Edward invites him home for Yule. He says he doesn't know, but the man insists, and before the evening is done he finds himself in a well furnished living room, on a couch, drinking microwave scalded cocoa, and playing cards with Richard, who likes to be called Rich now. He obliges, becuase he remembers that age, and he hopes that kid has it better than he did.
They bought him presents, and he isn't sure what to do, becuase he's never bought one for someone, and doesn't have any, but they wave that away. They wave that away and tell him to open them. New quills, a sweater, "The Pocket book of spells"
He feels like part of a family. He buys them something next year, and makes the cocoa himself.

Harry comes to see him in the Spring, looking cerebral and a little out place in a little farm town. He looks at Draco critically, tells him, "You look well."
Draco looks up from where he's washing a pan, a little ruefully, and asks, "Compared to what, exactly?"
Harry blushes at that, and looks down, then gives him a bit of a smile. "Well, there is that."
He offers Harry something to eat, and he accepts. They make small talk, but that's about it. He knows Harry feels awkward, and guilty, and doesn't know what to say. Harry asks how he's doing, and he tells him he's well. Harry asks him, "Not what you're used to?"
He thinks about his cozy little loft, the pile of down comforters, his crap telly. He thinks of Edward who taught him how to work the ovens, and how Anne's always telling him he's too skinny. He thinks of playing cards on yule, of spring, of cinnamon rolls on Saturday, and people who give their affection freely and without conditions. Of freinds who bring him popsicles when he's sick, and tackle him on rugby feilds when he's well.
"No." He says, shaking his head, "Not what I'm used to."
He's not too sorry to see Harry go, even if he was glad to see him a little. The man just reminds him of things that he doesn't want brought back. He sees Harry rubbing his forehead, and knows that he's not the only one.

Fall comes, and he enjoys the apple picking, for the first time. He'd been sick the last few years, but this time he gets up early with his mates, and wraps up and picks them until his hands are numb with the cold and his cheeks are red. They serve apple cider until everyone but him is sick of it, but he loves the tart, heaviness of the cider, and he suspects that Edward keeps it a few extra weeks, just for him.

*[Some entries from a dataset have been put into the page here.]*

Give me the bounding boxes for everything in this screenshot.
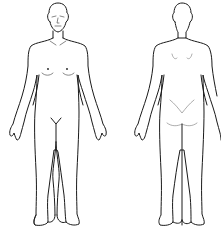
- front-face: [52, 16, 64, 26]
- front-inner-arms: [33, 75, 83, 105]
- front-feet: [34, 215, 66, 225]
- body-diagram: [0, 0, 221, 235]
- front-chest: [42, 73, 74, 75]
- front-groin: [51, 118, 61, 142]
- front-figure[interactable]: [10, 3, 107, 225]
- front-nipple-left: [47, 68, 49, 70]
- back-inner-arms: [158, 75, 207, 105]
- front-nipple-right: [66, 68, 68, 70]
- front-head: [48, 3, 69, 32]
- back-head: [173, 3, 193, 38]
- back-figure[interactable]: [135, 3, 221, 225]
- back-shoulder-blades: [172, 54, 192, 59]
- back-sacrum: [170, 100, 194, 113]
- back-body-outline: [135, 38, 221, 225]
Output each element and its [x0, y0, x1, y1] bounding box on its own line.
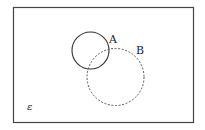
- set-b-label: B: [136, 44, 144, 57]
- universe-rectangle: [14, 8, 194, 123]
- set-a-circle: [72, 32, 109, 69]
- venn-diagram: A B ε: [0, 0, 205, 130]
- set-b-circle: [87, 49, 144, 106]
- set-a-label: A: [108, 33, 118, 46]
- universe-label: ε: [27, 101, 32, 112]
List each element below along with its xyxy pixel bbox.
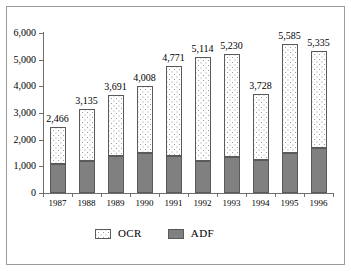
bar-segment-ocr [166,66,182,157]
bar-segment-adf [108,156,124,193]
x-axis-tick [246,194,247,197]
bar-segment-ocr [224,54,240,158]
bar-segment-ocr [195,57,211,161]
bar-stack [137,86,153,193]
bar-segment-adf [311,148,327,193]
bar-stack [166,66,182,193]
bar-segment-ocr [253,94,269,161]
x-axis-tick [188,194,189,197]
chart-legend: OCR ADF [95,228,214,239]
ocr-swatch-icon [95,229,111,239]
y-axis-tick-label: 0 [0,188,36,198]
y-axis-tick-label: 5,000 [0,55,36,65]
legend-item-adf: ADF [168,228,214,239]
bar-segment-adf [50,164,66,193]
x-axis-tick [130,194,131,197]
bar-segment-ocr [137,86,153,153]
legend-item-ocr: OCR [95,228,142,239]
bar-stack [224,54,240,193]
bar-stack [282,44,298,193]
y-axis-tick-label: 2,000 [0,135,36,145]
bar-value-label: 2,466 [39,114,77,124]
bar-stack [311,51,327,193]
bar-segment-ocr [50,127,66,164]
x-axis-tick [101,194,102,197]
bar-segment-ocr [79,109,95,161]
chart-figure: 01,0002,0003,0004,0005,0006,000 19871988… [0,0,351,271]
bar-segment-adf [137,153,153,193]
x-axis-tick [275,194,276,197]
y-axis-tick-label: 3,000 [0,108,36,118]
bar-segment-ocr [108,95,124,156]
bar-segment-adf [79,161,95,193]
x-axis-tick [159,194,160,197]
bar-value-label: 3,728 [242,81,280,91]
x-axis-tick [333,194,334,197]
bar-stack [50,127,66,193]
x-axis-tick [304,194,305,197]
y-axis-tick-label: 1,000 [0,161,36,171]
bar-stack [79,109,95,193]
adf-swatch-icon [168,229,184,239]
plot-area: 2,4663,1353,6914,0084,7715,1145,2303,728… [43,33,333,193]
bar-stack [253,94,269,193]
bar-stack [195,57,211,193]
legend-label-ocr: OCR [118,228,142,239]
bar-stack [108,95,124,193]
y-axis-tick-label: 4,000 [0,81,36,91]
y-axis-tick-label: 6,000 [0,28,36,38]
bar-value-label: 4,008 [126,73,164,83]
bar-value-label: 5,230 [213,41,251,51]
bar-segment-adf [282,153,298,193]
bar-segment-adf [253,160,269,193]
legend-label-adf: ADF [191,228,214,239]
bar-segment-adf [224,157,240,193]
bar-value-label: 5,335 [300,38,338,48]
bar-value-label: 4,771 [155,53,193,63]
bar-segment-ocr [311,51,327,149]
x-axis-tick [72,194,73,197]
bar-segment-ocr [282,44,298,153]
x-axis-tick [43,194,44,197]
x-axis-tick-label: 1996 [301,198,337,208]
bar-segment-adf [166,156,182,193]
x-axis-tick [217,194,218,197]
bar-value-label: 3,135 [68,96,106,106]
bar-segment-adf [195,161,211,193]
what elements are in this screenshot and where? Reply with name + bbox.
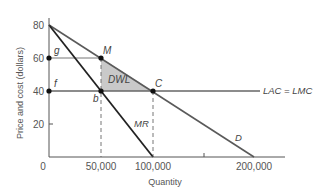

One year, two years, another three go by. Severus comes to see him once a month, tells him everything that's been going on. Edward starts to only work half days, and makes him junior partner. He gets enough money to buy a little cottage half way off the lane. Some of the girls in the village come around, but he doesn't have much interest, thinking rather of a girl with curly hair and dark brown eyes. He knows that he can't have her, that he doesn't deserve her, but that doesn't stop him from missing her.

One day, when he's busy cleaning and waxing the bar, he hears the clearing of a throat, and looks up, surprised.
She's standing there, looking almost exactly the way she did six years ago. Know it all, and strong, and inherently interested in the ceiling. He smiles, asks, "Can I help you?"
She smiles, asks, "I thought you were above menial labor."
He shrugs, "I changed. Suppose you like being a prof then?"
She nods, "It's all right."
"Just all right?"
She looks away, "It's too - much, sometimes." He knows how that feels. He knows exactly how that feels. That's why he's in Surrey. They make small talk for a while, and she buys some candy, pausing when he says, "Bet Ron will like those."
"Ron -" She pauses, takes a breath, "Ron can buy his own candy."
Oh? Oh.

The next summer, his little cottage by the rain has two new occupants both, a wife and a son. He holds his child whenever he gets a chance. Sings to him, smiles at him, tickles him. He learns how wonderful it is to hear his child laugh, to see his wife happy. He goes apple picking with his son when he can toddle, and plays rugby on Saturday mornings, and he is happy. We do not all have the luxury of choice, but he thinks, that even if he had, he would not have wanted it.